The Making of the Nepali Anthropologist

Before the field workers came the foreign travellers and writers. Among the latter were British administrators and travellers cum -writers, such as William Kirkpatrick. Francis Buchanan Hamilton, Brian Hodgson and Edwin T. Atkinson. While Kirkpatrick and Buchanan Hamilton have left impressive accounts of what they saw and heard during their brief sojourns in Nepal, Atkinson's is an omnibus account of the Kumaun-Garhwal areas, Hodgson was associated with the Office of the British Residency in Kathmandu, established in 1816, for more than two decades, starting from the early 1820s. Besides being central to the resurgence of Buddhist studies in the subcontinent, Hodgson pioneered research on the languages, peoples, flora and fauna of the Himalaya. His work, and that of other Residency officials, constitute the initial contributions to the knowledge-mapping of the region. Then, in early part of this century, Sylvain Levi and Percival Landon were given rare opportunities by the Rana rulers to visit Kathmandu to pen their important volumes.

Levi and Landon notwithstanding, however, Nepal remained off-limits to Field work-based anthropology until the end of the Rana rule in 1951. What Sir Richard Temple wrote in his Journals in 1887 —"the exclusion of the Nepali dominion from the gaze of science is religiously maintained" — remained true until the middle of this century. The Kathmandu rulers kept tight control on access to Nepal's lands and her peoples.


Task
The answer must be every line from the entries below that includes "figures".

Entries shown
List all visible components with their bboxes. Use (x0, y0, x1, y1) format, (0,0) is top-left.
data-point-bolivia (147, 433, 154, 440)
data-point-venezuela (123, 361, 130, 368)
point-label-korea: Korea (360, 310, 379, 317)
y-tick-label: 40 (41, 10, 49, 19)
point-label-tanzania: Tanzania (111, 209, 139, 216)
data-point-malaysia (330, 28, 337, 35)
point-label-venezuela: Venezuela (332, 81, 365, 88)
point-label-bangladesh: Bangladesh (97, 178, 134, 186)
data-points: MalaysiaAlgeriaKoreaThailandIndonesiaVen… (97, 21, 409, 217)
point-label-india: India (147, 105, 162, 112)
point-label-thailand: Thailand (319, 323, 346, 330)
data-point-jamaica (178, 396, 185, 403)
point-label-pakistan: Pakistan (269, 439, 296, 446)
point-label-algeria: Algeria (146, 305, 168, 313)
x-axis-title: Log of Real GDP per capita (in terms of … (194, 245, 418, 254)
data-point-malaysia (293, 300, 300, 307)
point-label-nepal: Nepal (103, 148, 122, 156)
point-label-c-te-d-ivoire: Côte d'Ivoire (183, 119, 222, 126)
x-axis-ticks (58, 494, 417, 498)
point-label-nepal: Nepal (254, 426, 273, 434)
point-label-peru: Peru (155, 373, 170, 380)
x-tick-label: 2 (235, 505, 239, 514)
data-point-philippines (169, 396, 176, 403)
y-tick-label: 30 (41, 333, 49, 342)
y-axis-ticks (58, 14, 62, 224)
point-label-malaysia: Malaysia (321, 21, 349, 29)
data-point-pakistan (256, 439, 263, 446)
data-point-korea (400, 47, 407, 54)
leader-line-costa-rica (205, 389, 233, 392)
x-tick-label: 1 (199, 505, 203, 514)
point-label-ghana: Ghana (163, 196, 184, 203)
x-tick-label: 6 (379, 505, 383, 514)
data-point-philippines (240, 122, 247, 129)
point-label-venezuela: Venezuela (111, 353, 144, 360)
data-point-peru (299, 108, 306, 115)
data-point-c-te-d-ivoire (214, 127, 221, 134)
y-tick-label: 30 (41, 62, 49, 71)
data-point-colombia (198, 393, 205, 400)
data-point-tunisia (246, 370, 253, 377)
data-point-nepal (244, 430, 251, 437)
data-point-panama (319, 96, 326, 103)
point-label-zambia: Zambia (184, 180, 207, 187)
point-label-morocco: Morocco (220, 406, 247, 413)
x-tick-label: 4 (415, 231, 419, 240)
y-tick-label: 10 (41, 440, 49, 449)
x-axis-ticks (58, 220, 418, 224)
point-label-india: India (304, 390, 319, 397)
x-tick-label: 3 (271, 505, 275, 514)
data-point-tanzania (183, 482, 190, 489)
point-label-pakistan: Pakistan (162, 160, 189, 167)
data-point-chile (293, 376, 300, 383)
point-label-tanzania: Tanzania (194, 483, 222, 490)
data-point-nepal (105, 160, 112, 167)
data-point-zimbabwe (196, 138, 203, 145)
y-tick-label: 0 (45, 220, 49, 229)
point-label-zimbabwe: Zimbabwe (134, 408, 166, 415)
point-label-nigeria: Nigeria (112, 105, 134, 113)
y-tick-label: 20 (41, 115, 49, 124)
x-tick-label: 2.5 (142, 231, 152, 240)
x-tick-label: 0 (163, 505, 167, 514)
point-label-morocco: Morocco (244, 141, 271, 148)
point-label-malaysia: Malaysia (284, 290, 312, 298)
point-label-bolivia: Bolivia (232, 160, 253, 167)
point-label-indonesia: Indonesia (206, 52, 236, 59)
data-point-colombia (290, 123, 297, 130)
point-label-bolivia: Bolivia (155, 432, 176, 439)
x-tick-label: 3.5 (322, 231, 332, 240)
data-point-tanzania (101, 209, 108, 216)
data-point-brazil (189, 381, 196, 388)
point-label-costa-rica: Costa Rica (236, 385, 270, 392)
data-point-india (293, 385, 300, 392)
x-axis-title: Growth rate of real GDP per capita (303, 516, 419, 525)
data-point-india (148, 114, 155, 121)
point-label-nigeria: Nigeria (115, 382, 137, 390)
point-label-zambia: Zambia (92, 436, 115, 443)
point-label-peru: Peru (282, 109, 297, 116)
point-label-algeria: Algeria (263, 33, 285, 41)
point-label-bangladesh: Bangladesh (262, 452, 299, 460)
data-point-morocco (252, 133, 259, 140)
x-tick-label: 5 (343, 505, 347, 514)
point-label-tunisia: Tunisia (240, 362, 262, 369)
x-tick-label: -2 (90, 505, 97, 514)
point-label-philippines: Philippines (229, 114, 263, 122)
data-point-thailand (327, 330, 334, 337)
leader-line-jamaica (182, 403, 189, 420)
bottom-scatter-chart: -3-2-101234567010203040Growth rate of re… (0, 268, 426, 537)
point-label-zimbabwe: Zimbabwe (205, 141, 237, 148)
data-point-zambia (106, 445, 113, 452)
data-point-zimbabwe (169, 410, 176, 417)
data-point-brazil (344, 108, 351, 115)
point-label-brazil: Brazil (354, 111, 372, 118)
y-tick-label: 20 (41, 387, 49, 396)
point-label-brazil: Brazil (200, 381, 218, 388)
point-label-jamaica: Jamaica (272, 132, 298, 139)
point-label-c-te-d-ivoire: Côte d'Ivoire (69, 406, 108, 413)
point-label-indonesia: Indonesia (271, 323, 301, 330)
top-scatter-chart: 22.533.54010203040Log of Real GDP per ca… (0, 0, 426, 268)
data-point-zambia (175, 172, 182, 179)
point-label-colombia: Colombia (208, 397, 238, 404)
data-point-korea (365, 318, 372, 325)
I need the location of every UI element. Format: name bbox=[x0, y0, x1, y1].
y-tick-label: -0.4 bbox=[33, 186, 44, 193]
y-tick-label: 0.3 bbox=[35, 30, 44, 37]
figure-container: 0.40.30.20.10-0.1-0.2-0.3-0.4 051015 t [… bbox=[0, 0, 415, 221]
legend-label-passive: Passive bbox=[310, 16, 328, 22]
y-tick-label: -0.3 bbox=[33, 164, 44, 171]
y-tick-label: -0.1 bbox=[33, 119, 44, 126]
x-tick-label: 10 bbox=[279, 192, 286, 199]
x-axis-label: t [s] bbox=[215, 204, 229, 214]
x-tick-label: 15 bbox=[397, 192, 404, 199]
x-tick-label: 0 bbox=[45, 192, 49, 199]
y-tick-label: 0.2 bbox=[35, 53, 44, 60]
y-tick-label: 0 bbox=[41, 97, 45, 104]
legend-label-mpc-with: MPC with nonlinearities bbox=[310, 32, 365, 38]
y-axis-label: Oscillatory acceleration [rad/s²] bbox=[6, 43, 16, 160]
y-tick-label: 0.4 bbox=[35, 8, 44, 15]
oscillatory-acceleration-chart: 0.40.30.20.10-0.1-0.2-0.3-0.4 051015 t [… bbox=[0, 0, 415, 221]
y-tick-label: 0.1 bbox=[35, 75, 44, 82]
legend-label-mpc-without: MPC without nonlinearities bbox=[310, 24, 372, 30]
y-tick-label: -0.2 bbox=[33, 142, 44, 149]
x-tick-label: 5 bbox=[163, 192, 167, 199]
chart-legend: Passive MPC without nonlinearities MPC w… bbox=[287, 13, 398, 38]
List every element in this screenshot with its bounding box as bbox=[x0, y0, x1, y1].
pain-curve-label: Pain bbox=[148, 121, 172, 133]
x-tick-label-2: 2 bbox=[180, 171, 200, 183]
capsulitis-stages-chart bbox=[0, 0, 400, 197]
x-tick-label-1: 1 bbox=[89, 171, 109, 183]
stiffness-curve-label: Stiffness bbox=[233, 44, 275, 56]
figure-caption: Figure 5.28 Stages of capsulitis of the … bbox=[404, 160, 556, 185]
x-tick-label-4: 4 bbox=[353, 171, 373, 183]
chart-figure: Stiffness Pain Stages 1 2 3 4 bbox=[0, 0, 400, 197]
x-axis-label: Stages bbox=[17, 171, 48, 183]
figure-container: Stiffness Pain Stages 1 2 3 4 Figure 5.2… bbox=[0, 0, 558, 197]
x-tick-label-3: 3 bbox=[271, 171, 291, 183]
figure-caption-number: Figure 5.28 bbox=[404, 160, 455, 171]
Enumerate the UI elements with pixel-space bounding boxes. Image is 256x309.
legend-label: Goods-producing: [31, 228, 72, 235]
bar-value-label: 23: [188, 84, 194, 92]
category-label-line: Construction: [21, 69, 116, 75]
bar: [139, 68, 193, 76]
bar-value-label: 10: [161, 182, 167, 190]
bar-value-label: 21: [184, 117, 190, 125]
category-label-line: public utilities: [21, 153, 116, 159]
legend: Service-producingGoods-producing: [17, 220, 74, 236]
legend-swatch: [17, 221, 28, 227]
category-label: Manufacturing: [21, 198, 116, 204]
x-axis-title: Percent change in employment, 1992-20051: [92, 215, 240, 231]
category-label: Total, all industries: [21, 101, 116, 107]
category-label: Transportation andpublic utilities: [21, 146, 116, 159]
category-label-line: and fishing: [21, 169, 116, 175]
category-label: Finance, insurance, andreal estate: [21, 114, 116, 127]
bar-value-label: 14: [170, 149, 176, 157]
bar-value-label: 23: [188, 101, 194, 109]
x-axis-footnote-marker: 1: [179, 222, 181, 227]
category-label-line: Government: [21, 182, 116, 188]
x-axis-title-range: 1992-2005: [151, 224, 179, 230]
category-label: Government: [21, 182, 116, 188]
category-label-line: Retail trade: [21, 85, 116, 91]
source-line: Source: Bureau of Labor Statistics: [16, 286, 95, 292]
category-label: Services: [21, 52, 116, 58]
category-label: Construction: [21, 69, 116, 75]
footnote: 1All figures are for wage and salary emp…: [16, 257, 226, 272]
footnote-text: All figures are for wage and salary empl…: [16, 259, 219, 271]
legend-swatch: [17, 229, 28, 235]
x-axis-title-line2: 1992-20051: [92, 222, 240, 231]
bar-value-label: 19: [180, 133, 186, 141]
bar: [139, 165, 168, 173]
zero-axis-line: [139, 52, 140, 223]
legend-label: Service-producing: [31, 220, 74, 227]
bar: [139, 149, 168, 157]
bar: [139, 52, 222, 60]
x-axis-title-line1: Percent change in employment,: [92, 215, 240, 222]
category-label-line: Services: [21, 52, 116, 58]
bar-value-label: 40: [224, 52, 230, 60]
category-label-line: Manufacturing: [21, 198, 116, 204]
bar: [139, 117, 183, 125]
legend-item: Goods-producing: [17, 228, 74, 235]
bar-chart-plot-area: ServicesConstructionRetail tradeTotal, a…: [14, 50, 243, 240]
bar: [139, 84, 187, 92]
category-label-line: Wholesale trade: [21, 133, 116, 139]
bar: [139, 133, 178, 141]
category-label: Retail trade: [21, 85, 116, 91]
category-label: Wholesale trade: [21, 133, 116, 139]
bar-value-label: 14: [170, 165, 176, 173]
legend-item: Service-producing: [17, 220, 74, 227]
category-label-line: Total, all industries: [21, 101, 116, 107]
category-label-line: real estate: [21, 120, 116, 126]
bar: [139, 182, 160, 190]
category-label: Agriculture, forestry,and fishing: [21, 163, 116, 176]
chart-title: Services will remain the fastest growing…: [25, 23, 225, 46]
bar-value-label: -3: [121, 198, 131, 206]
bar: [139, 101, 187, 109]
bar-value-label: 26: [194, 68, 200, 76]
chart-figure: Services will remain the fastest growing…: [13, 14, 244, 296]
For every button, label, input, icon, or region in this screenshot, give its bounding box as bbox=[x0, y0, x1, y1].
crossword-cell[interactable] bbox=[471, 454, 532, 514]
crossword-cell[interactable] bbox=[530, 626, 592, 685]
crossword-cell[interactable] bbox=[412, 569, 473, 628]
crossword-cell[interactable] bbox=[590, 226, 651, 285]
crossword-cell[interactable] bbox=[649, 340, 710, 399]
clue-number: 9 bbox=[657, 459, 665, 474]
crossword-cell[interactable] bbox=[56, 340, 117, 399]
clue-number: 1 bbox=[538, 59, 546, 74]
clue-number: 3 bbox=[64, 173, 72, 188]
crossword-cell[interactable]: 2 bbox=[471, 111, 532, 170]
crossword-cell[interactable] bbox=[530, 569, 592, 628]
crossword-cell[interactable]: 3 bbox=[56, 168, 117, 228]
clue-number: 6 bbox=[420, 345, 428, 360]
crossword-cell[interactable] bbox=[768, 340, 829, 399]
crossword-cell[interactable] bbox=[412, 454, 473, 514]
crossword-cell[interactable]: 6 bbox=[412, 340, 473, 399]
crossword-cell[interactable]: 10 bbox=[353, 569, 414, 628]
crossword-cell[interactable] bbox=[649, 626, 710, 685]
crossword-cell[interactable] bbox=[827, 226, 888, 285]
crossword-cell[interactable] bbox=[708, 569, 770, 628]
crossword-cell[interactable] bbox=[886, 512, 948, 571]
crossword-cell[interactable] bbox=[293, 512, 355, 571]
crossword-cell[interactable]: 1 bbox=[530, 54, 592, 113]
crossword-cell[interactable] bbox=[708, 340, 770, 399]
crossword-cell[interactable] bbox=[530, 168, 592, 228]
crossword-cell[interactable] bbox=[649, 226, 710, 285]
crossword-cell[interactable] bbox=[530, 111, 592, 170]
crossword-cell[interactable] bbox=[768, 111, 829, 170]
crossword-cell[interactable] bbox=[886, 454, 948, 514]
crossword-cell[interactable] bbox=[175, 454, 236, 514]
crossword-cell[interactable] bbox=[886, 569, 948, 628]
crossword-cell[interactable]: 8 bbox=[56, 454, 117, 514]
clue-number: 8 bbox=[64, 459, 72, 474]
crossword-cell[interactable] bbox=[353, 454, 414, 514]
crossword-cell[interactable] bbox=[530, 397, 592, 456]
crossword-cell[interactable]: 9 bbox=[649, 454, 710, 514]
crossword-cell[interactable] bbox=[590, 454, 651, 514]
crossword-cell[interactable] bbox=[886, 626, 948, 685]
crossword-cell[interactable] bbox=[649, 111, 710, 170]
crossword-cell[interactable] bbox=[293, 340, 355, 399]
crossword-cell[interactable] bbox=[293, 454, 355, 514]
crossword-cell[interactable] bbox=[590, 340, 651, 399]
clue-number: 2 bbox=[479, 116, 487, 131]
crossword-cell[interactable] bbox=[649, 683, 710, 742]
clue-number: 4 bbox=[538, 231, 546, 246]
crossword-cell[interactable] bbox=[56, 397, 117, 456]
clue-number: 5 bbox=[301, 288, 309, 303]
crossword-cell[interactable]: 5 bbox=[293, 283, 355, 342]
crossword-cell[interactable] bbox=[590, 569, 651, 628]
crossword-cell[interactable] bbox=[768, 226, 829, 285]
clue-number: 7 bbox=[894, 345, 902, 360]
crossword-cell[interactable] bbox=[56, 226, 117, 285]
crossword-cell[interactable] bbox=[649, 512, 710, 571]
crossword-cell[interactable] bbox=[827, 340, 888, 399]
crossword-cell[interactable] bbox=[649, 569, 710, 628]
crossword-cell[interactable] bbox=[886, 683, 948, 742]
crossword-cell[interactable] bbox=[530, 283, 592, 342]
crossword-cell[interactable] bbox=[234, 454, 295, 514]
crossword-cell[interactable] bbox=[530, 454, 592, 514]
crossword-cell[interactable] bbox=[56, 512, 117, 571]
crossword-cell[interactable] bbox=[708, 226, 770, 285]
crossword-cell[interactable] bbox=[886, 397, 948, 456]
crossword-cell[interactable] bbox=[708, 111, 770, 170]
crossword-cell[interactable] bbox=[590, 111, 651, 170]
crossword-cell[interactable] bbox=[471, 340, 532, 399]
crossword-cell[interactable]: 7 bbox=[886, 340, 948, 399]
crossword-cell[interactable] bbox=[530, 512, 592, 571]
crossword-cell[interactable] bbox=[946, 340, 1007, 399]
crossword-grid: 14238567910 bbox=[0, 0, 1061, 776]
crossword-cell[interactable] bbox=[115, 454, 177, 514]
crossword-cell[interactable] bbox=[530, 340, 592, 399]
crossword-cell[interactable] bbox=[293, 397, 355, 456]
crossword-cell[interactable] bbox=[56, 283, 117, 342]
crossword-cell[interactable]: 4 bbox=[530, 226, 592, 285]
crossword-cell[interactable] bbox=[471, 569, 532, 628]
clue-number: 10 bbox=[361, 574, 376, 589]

Solution to this problem
footnote: 1All figures are for wage and salary emp…: [16, 257, 226, 272]
footnote-text: All figures are for wage and salary empl…: [16, 259, 219, 271]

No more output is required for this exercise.